Gen X'd: Ben Stiller and Noah Baumbach
Time Out New York Project: Issue #755, March 18–24, 2010
The duo behind Greenberg explore a deadbeat in decline. By Keith Uhlich
Imagine one of the postcollegians from Reality Bites in his early forties and impossibly bitter. Life has passed him by; his hopes and dreams are now missed opportunities that he harps on like a broken record, while the world around him keeps moving and mocking. That about describes Roger Greenberg, the abrasive center of the sharp-edged dramedy that shares his last name. A failed musician just over a nervous breakdown who’s reluctantly house-sitting his brother’s L.A. mansion, Greenberg is an exposed nerve begging to be plucked like a guitar string. Failure and grievance have become his refrain, and the song is likely to remain the same. He also happens to be played by Bites’ director and costar, Ben Stiller, an appropriately reflexive — and perhaps vengeful — bit of casting, if we’re to believe Greenberg’s writer-director, Noah Baumbach.
“I was trying to get Kicking and Screaming made, which at the time was kind of seen as a Gen X film,” the 40-year-old filmmaker says by phone from L.A. “And Ben beat it to the punch with Reality Bites. I was pissed.” Stiller, 44, who’s listening in at an uptown hotel, quickly replies, “I didn’t know that at the time. But you had [Eric] Stoltz, so…” They both laugh before Baumbach concedes, “If you can’t beat ’em, join ’em.”

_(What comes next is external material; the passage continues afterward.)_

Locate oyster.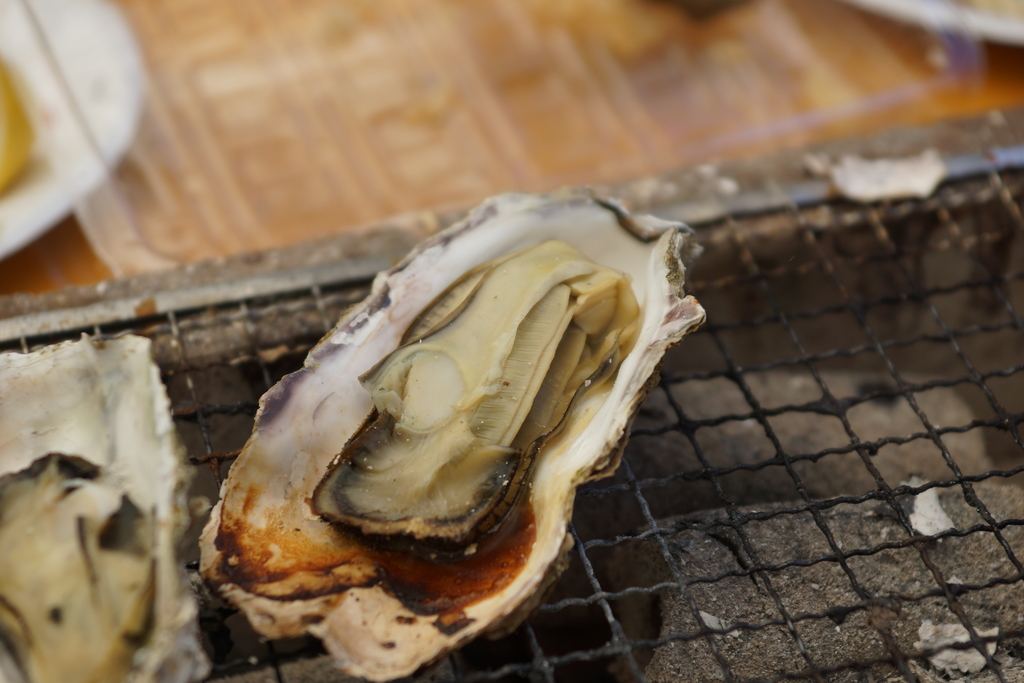
Bounding box: select_region(0, 323, 215, 682).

Détente achieved. With the ace support of cinematographer Harris Savides, cowriter (and the director’s wife) Jennifer Jason Leigh and costar Greta Gerwig (playing Greenberg’s beau, Florence), the duo have created an incisive study of a man past his sell-by date. And rather than wallow alone in his misery, the character tries to bring others — especially the younger, more rawly insecure Florence — down to his stagnant level.
“Greenberg is probably tied into the past because his present has never worked out,” Stiller notes. “He’s the guy who didn’t make it. I think a lot of people who didn’t make it in one way or another have regrets. I think he was uncompromising when he was younger, but I think that might have also been a sense of ego, an inflated sense of himself. Now he’s at a place where he doesn’t have anything or anybody.”

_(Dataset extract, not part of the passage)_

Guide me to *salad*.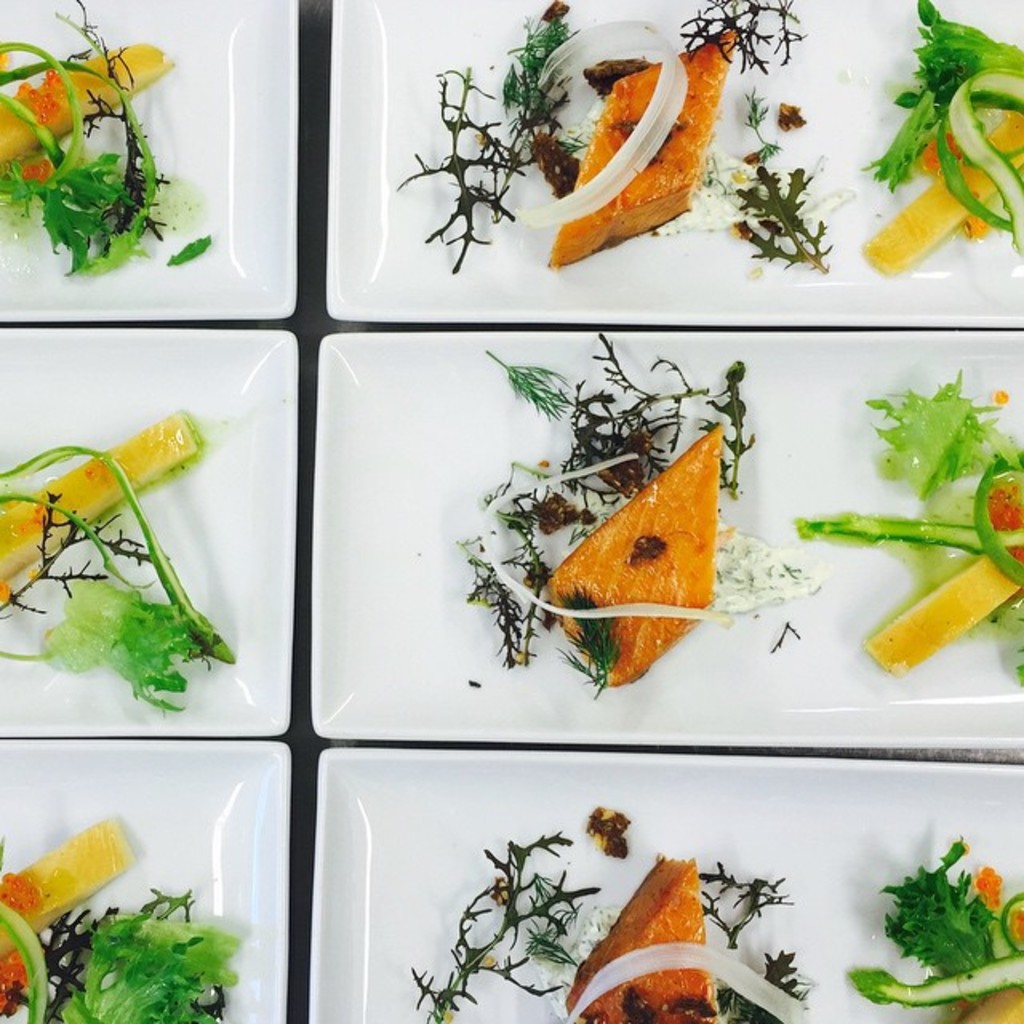
Guidance: x1=790 y1=366 x2=1022 y2=680.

That place is as much physical as it is mental: After shooting his work almost exclusively on the Eastern Seaboard, Baumbach was inspired by films such as Robert Altman’s The Long Goodbye, and by Leigh, to go west. “I wanted to explore L.A. in a movie in the kind of specific, personal ways that I explored Brooklyn in The Squid and the Whale,” he says. “My experience of Los Angeles was mostly through movies, through filmmakers like Altman, Paul Mazursky and John Cassavetes. I had a sense of L.A. from them and from popular culture. In spending time with Jennifer out here, she kind of transformed how I looked at the city. She was the inspiration for putting Greenberg in L.A. because she grew up here. She just saw the city differently, and I started to see it differently as well.”

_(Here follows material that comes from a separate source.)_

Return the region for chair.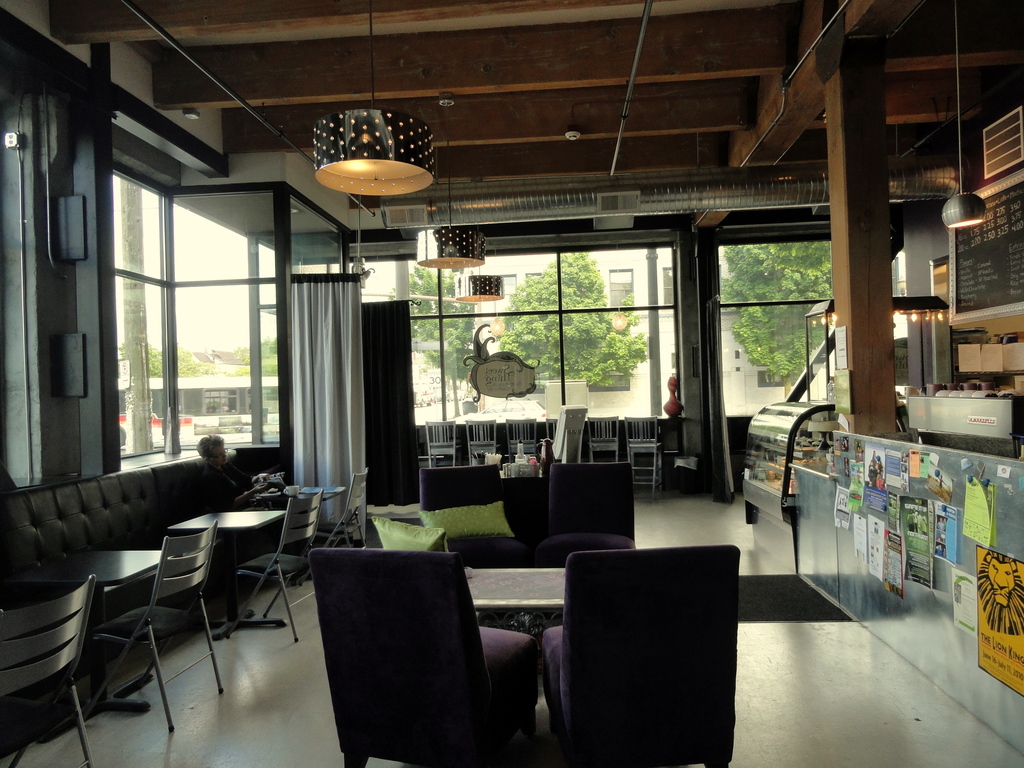
426 417 463 468.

True to his born-and-bred-in-Brooklyn ethos, Greenberg distress is consistently aggravated by his new surroundings, most memorably in a birthday party outburst at the famous Musso & Frank Grill. “He has his patterns,” Baumbach says. “He’s narrowed his life to the point that he thinks he can control the way he goes about things. But these old habits and tricks aren’t working in the same way. I’m curious how people build up the codes that they live their life by, and how they come to think that that’s the best way for them to function. Ben and I talked about fear of embarrassment as something that motivates Greenberg a lot of the time. It was interesting to put this character in a situation where he’s trying to figure out, in often misguided ways, what went wrong.”
Stiller jumps in with a slightly softer take: “Greenberg has some issues dealing with people,” he offers. “But I felt it was my job to understand where he was coming from, to try not to comment on that. I think he is a good person. He’s got a lot of flaws, but he is trying the best he can. And at the end, you feel like there’s a chance for him to grow, that he has taken a step. It’s a small step, but incrementally that’s a big thing for him. It’s a realistic change, but we’re not saying it’s like a movie ending.”